• [WHAT IS EXPECTED]: From the line containing "The height and" to the last line of the data, both included, transcribe each line exactly, leaving out pictures and adding nothing.

• [INFORMATION SHOWN]:
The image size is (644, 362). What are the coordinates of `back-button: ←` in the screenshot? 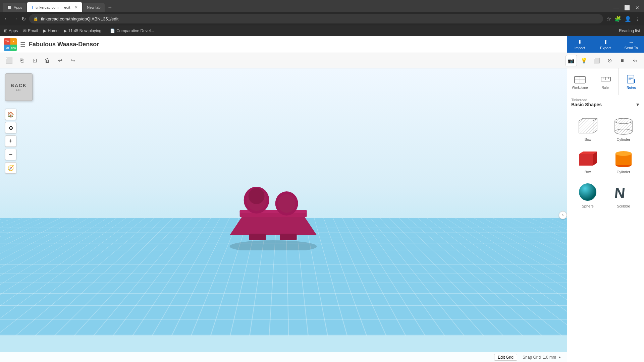 It's located at (7, 19).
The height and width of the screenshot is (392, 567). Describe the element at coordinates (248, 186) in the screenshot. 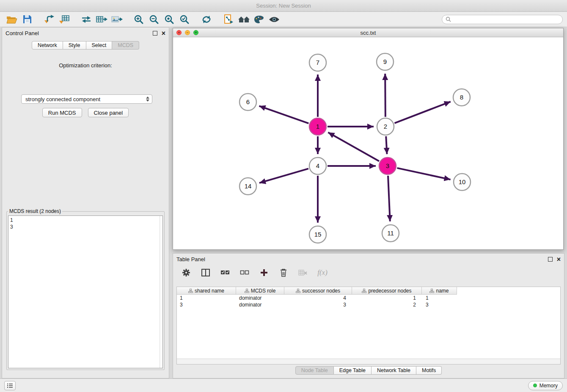

I see `graph-node-14: 14` at that location.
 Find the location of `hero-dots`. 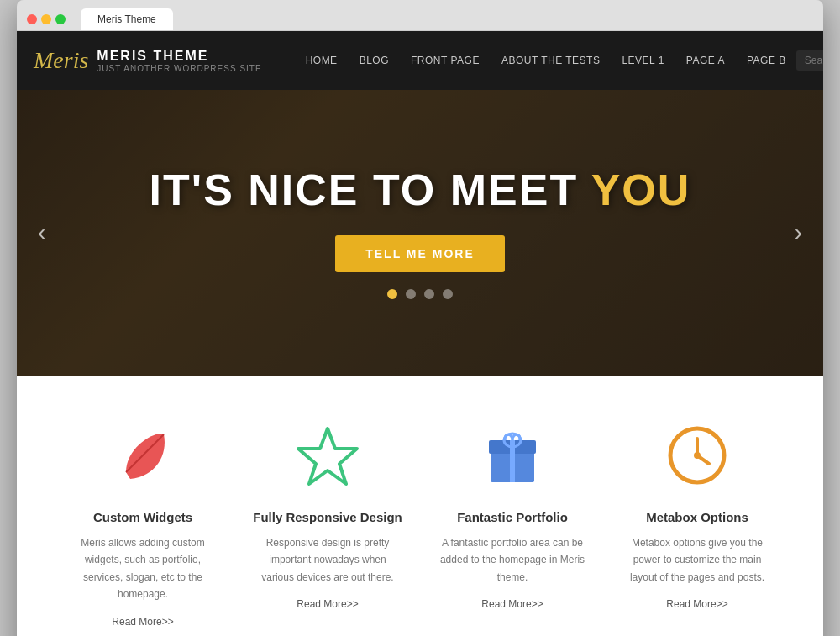

hero-dots is located at coordinates (420, 294).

• [OUTPUT FOR THIS TASK]:
The height and width of the screenshot is (392, 567). Describe the element at coordinates (248, 186) in the screenshot. 

I see `graph-node-14: 14` at that location.
 Find the location of `hero-dots`. 

hero-dots is located at coordinates (420, 294).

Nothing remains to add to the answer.